RE: One of Those Moments in Time: Musings on a Failed Assassination
Hey! Makes me remember that Socrates quote about disobidient kids:
“The children now love luxury; they have bad manners, contempt for authority; they show disrespect for elders and love chatter in place of exercise. Children are now tyrants, not the servants of their households. They no longer rise when elders enter the room. They contradict their parents, chatter before company, gobble up dainties at the table, cross their legs, and tyrannize their teachers.”
Overall I'm starting to appreciate the balance in things and even though change might be overall beneficial, maybe it should happen organically. And that's coming from a boderline pathological contrarian, who tends to be anti-establishment by natural sentiment. So it's not like I couldn't find things to complain about, but then there's that tendency to make things worse. On the other hand, you probably can't just do nothing either. Per defnition, that is. Like "doing" nothing itself seems oxymoronic. In that sense, circling back to the political stuff, I'm all for checks and balances. Like having an upper age limit for political offices makes sense. Having to pick between two 90 year olds doesn't.
In terms of lost values I'm missing personal integrity, but granted I'm a bit of a hypocrite myself. I suppose power was always something you shouldn't give to people who've been looking for it, but it seemingly has gotten worse. In my humble opinion the ends don't justify the means, for the most part, but to some life is just Game of Thrones I guess. I genuinely hate that machiavellian stuff.
Edit: Oh, by the way. Remember when I told you I was trying to write a novel? It's weird because as soon as I'm trying to write actual narrative I'm instantly blocked, but then when I'm writing stupid comments on the internet I effortlessly ramble for days. Ironically enough maybe even about narrative. Go figure!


Task to complete: Give back the entire listing exactly as it was provided.
---
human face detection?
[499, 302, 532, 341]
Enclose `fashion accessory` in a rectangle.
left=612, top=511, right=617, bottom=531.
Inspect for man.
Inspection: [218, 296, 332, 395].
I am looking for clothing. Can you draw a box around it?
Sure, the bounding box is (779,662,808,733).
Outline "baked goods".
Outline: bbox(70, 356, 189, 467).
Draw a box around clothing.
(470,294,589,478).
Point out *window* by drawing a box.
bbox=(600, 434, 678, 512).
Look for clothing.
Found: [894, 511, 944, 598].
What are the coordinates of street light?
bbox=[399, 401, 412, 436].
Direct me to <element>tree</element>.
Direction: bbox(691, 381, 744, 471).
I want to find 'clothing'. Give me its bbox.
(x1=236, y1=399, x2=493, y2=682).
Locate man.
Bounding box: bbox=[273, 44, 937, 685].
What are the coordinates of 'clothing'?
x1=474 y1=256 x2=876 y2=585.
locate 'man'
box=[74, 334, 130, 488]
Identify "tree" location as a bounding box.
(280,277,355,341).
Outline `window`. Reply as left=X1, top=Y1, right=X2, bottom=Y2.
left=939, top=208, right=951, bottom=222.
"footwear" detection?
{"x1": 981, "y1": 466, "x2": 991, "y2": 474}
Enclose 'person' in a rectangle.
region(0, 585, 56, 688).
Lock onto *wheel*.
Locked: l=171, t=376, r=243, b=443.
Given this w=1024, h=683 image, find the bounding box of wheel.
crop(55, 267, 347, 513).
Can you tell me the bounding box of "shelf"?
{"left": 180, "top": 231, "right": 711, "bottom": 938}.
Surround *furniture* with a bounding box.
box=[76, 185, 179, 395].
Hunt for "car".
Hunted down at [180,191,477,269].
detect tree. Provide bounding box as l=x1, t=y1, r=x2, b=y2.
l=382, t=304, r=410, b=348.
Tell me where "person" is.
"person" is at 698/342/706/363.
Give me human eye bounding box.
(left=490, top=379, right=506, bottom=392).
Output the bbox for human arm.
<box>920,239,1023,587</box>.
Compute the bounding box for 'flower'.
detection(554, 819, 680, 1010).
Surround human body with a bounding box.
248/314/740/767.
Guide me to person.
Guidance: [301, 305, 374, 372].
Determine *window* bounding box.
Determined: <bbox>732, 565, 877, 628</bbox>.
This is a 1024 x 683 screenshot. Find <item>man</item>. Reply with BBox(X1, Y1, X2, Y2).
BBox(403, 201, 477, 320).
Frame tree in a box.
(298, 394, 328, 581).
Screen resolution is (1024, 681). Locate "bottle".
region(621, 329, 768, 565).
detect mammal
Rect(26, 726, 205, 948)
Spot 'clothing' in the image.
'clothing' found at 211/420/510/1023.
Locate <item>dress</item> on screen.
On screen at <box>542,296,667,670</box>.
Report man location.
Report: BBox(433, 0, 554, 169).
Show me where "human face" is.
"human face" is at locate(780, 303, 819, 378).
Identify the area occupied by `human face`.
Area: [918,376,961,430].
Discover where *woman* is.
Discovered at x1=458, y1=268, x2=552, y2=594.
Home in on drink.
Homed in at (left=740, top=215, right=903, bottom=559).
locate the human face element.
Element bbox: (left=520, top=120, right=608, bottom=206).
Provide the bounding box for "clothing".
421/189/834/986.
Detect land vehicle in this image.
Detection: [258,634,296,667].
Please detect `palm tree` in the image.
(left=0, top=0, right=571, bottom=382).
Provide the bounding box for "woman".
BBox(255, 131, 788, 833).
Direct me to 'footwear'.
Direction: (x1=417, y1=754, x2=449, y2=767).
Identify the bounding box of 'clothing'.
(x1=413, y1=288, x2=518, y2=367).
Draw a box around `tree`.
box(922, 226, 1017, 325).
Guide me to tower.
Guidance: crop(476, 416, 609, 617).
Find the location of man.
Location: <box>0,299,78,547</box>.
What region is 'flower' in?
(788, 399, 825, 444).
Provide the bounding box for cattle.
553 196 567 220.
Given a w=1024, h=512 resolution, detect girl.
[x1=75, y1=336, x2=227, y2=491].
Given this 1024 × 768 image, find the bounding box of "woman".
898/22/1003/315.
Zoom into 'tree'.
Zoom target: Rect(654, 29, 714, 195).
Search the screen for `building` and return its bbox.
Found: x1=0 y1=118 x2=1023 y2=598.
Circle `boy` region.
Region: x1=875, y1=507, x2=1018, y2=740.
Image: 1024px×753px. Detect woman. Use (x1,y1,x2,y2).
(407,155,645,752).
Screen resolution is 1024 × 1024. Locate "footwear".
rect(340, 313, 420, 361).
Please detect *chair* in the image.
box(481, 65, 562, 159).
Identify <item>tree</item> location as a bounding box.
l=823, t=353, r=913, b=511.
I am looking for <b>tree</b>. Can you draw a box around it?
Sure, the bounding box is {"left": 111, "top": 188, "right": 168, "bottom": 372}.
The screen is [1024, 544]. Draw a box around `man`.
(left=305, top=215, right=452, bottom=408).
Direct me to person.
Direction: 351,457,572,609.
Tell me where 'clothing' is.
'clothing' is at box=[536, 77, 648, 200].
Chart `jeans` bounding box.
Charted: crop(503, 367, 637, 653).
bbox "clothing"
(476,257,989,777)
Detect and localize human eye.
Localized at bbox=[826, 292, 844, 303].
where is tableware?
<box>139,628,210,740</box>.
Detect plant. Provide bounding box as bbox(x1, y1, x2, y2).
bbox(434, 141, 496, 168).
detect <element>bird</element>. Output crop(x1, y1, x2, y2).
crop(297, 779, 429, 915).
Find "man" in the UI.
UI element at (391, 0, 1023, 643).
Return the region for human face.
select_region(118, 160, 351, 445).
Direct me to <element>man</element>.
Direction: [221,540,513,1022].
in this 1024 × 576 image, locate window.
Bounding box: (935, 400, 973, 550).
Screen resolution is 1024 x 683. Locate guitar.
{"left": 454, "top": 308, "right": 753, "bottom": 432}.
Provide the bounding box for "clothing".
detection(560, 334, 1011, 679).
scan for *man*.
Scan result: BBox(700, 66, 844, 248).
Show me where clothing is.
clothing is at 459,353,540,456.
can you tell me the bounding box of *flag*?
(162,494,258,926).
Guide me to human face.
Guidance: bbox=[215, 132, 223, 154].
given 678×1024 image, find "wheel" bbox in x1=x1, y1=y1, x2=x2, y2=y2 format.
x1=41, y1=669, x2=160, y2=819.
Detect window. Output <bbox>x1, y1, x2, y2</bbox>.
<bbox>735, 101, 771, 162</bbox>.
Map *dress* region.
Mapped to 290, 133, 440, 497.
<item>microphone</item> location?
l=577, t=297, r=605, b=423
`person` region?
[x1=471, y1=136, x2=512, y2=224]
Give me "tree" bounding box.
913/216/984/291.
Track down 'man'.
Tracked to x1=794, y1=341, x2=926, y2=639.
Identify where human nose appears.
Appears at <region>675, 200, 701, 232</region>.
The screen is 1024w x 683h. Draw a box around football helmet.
---
Response for this exercise:
human face detection?
[499, 302, 532, 341]
Enclose `fashion accessory` in a rectangle.
left=612, top=511, right=617, bottom=531.
Inspect for man.
Inspection: [218, 296, 332, 395].
I am looking for clothing. Can you draw a box around it?
Sure, the bounding box is (779,662,808,733).
Outline "baked goods".
Outline: bbox(70, 356, 189, 467).
Draw a box around clothing.
(470,294,589,478).
Point out *window* by drawing a box.
bbox=(600, 434, 678, 512).
Look for clothing.
Found: [894, 511, 944, 598].
What are the coordinates of street light?
bbox=[399, 401, 412, 436].
Direct me to <element>tree</element>.
Direction: bbox(691, 381, 744, 471).
I want to find 'clothing'. Give me its bbox.
(x1=236, y1=399, x2=493, y2=682).
Locate man.
Bounding box: bbox=[273, 44, 937, 685].
What are the coordinates of 'clothing'?
x1=474 y1=256 x2=876 y2=585.
locate 'man'
box=[74, 334, 130, 488]
Identify "tree" location as a bounding box.
(280,277,355,341).
Outline `window`. Reply as left=X1, top=Y1, right=X2, bottom=Y2.
left=939, top=208, right=951, bottom=222.
"footwear" detection?
{"x1": 981, "y1": 466, "x2": 991, "y2": 474}
Enclose 'person' in a rectangle.
region(0, 585, 56, 688).
Lock onto *wheel*.
Locked: l=171, t=376, r=243, b=443.
Given this w=1024, h=683 image, find the bounding box of wheel.
crop(55, 267, 347, 513).
Can you tell me the bounding box of "shelf"?
{"left": 180, "top": 231, "right": 711, "bottom": 938}.
Surround *furniture* with a bounding box.
box=[76, 185, 179, 395].
Hunt for "car".
Hunted down at [180,191,477,269].
detect tree. Provide bounding box as l=x1, t=y1, r=x2, b=y2.
l=382, t=304, r=410, b=348.
Tell me where "person" is.
"person" is at 698/342/706/363.
Give me human eye bounding box.
(left=490, top=379, right=506, bottom=392).
Output the bbox for human arm.
<box>920,239,1023,587</box>.
Compute the bounding box for 'flower'.
detection(554, 819, 680, 1010).
Surround human body with a bounding box.
248/314/740/767.
Guide me to person.
Guidance: [301, 305, 374, 372].
Determine *window* bounding box.
Determined: <bbox>732, 565, 877, 628</bbox>.
This is a 1024 x 683 screenshot. Find <item>man</item>. Reply with BBox(X1, Y1, X2, Y2).
BBox(403, 201, 477, 320).
Frame tree in a box.
(298, 394, 328, 581).
Screen resolution is (1024, 681). Locate "bottle".
region(621, 329, 768, 565).
detect mammal
Rect(26, 726, 205, 948)
Spot 'clothing' in the image.
'clothing' found at 211/420/510/1023.
Locate <item>dress</item> on screen.
On screen at <box>542,296,667,670</box>.
Report man location.
Report: BBox(433, 0, 554, 169).
Show me where "human face" is.
"human face" is at locate(780, 303, 819, 378).
Identify the area occupied by `human face`.
Area: [918,376,961,430].
Discover where *woman* is.
Discovered at x1=458, y1=268, x2=552, y2=594.
Home in on drink.
Homed in at (left=740, top=215, right=903, bottom=559).
locate the human face element.
Element bbox: (left=520, top=120, right=608, bottom=206).
Provide the bounding box for "clothing".
421/189/834/986.
Detect land vehicle in this image.
Detection: [258,634,296,667].
Please detect `palm tree` in the image.
(left=0, top=0, right=571, bottom=382).
Provide the bounding box for "woman".
BBox(255, 131, 788, 833).
Direct me to 'footwear'.
Direction: (x1=417, y1=754, x2=449, y2=767).
Identify the bounding box of 'clothing'.
(x1=413, y1=288, x2=518, y2=367).
Draw a box around `tree`.
box(922, 226, 1017, 325).
Guide me to tower.
Guidance: crop(476, 416, 609, 617).
Find the location of man.
Location: <box>0,299,78,547</box>.
What region is 'flower' in?
(788, 399, 825, 444).
Provide the bounding box for cattle.
553 196 567 220.
Given a w=1024, h=512 resolution, detect girl.
[x1=75, y1=336, x2=227, y2=491].
Given this 1024 × 768 image, find the bounding box of "woman".
898/22/1003/315.
Zoom into 'tree'.
Zoom target: Rect(654, 29, 714, 195).
Search the screen for `building` and return its bbox.
Found: x1=0 y1=118 x2=1023 y2=598.
Circle `boy` region.
Region: x1=875, y1=507, x2=1018, y2=740.
Image: 1024px×753px. Detect woman. Use (x1,y1,x2,y2).
(407,155,645,752).
Screen resolution is 1024 × 1024. Locate "footwear".
rect(340, 313, 420, 361).
Please detect *chair* in the image.
box(481, 65, 562, 159).
Identify <item>tree</item> location as a bounding box.
l=823, t=353, r=913, b=511.
I am looking for <b>tree</b>. Can you draw a box around it?
Sure, the bounding box is {"left": 111, "top": 188, "right": 168, "bottom": 372}.
The screen is [1024, 544]. Draw a box around `man`.
(left=305, top=215, right=452, bottom=408).
Direct me to person.
Direction: 351,457,572,609.
Tell me where 'clothing' is.
'clothing' is at box=[536, 77, 648, 200].
Chart `jeans` bounding box.
Charted: crop(503, 367, 637, 653).
bbox "clothing"
(476,257,989,777)
Detect and localize human eye.
Localized at bbox=[826, 292, 844, 303].
where is tableware?
<box>139,628,210,740</box>.
Detect plant. Provide bounding box as bbox(x1, y1, x2, y2).
bbox(434, 141, 496, 168).
detect <element>bird</element>. Output crop(x1, y1, x2, y2).
crop(297, 779, 429, 915).
Find "man" in the UI.
UI element at (391, 0, 1023, 643).
Return the region for human face.
select_region(118, 160, 351, 445).
Direct me to <element>man</element>.
Direction: [221,540,513,1022].
in this 1024 × 576 image, locate window.
Bounding box: (935, 400, 973, 550).
Screen resolution is 1024 x 683. Locate guitar.
{"left": 454, "top": 308, "right": 753, "bottom": 432}.
Provide the bounding box for "clothing".
detection(560, 334, 1011, 679).
scan for *man*.
Scan result: BBox(700, 66, 844, 248).
Show me where clothing is.
clothing is at 459,353,540,456.
can you tell me the bounding box of *flag*?
(162,494,258,926).
Guide me to human face.
Guidance: bbox=[215, 132, 223, 154].
given 678×1024 image, find "wheel" bbox in x1=x1, y1=y1, x2=x2, y2=y2 format.
x1=41, y1=669, x2=160, y2=819.
Detect window. Output <bbox>x1, y1, x2, y2</bbox>.
<bbox>735, 101, 771, 162</bbox>.
Map *dress* region.
Mapped to 290, 133, 440, 497.
<item>microphone</item> location?
l=577, t=297, r=605, b=423
`person` region?
[x1=471, y1=136, x2=512, y2=224]
Give me "tree" bounding box.
913/216/984/291.
Track down 'man'.
Tracked to x1=794, y1=341, x2=926, y2=639.
Identify where human nose appears.
Appears at <region>675, 200, 701, 232</region>.
The screen is 1024w x 683h. Draw a box around football helmet.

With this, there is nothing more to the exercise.